In contrast, the authors in this collection suggest accessible and engaging educational practices where teachers and learners are literally moving ideas, making use of perhaps the most ubiquitous yet underutilized educational tools we have at our constant disposal—our bodies.

THE PRIMACY OF MOVEMENT

In some fields—somatics, for example—it is commonly understood that humans are born movers and that it is in large part through movement1 that we encounter, engage with, understand, participate in, and ultimately find our sense of place in the world. And despite educational reformers’ repeated calls for more freedom of movement and physical comfort in schools, very little has shifted. It remains a considerable challenge to figure out how to reorient ourselves—to our own bodies and to those of our students; to classroom layout and spatial organization; and to postural configurations as well as physical, gestural and verbal participation structures that could better serve learners’ and educators’ needs, capacities and natural inclinations.
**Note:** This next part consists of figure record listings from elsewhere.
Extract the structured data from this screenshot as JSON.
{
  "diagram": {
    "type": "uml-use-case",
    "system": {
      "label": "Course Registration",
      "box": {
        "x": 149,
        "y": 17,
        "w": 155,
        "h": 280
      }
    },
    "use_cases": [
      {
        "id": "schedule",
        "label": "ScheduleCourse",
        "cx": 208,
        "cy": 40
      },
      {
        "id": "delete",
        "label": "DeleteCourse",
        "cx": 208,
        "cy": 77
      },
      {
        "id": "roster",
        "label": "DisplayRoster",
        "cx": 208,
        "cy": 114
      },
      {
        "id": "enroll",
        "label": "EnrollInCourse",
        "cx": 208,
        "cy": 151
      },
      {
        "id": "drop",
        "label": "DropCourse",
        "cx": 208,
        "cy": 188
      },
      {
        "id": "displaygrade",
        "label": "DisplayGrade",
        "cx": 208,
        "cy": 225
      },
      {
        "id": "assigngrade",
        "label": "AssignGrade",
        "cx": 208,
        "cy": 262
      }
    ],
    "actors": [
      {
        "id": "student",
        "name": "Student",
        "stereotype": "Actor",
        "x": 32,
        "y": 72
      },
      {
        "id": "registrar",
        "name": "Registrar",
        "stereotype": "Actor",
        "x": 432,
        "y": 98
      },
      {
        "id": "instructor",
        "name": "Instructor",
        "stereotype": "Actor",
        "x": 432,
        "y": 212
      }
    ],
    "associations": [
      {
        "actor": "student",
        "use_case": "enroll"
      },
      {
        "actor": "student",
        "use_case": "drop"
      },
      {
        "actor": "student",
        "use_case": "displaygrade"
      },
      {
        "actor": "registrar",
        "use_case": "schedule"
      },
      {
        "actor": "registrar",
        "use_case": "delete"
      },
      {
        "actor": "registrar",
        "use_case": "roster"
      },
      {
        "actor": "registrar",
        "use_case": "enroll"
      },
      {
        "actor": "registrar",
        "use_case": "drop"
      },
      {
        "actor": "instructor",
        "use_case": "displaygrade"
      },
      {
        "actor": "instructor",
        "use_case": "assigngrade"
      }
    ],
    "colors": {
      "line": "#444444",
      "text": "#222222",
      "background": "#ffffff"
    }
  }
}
The chapters in this volume offer a variety of thoughtful explorations of what it looks like to teach with the body in mind.

Details

Pages
XIII, 261
Year
2013
ISBN (PDF)
9781453910924
ISBN (ePUB)
9781454199755
ISBN (MOBI)
9781454199748
ISBN (Softcover)
9781433122071
ISBN (Hardcover)
9781433122088
DOI
10.3726/978-1-4539-1092-4
Language
English
Publication date
2016 (August)
Keywords
social science communication development
Published
New York, Bern, Berlin, Bruxelles, Frankfurt am Main, Oxford, Wien, 2013. 261 pp., num. ill.

Biographical notes

Mira-Lisa Katz (Volume editor)

Currently Professor of English Education and Applied Linguistics at Sonoma State University, Mira-Lisa Katz earned a PhD in education in language, literacy, and culture from the University of California, Berkeley. Katz is the recipient of several awards and has presented her research internationally and published in numerous journals.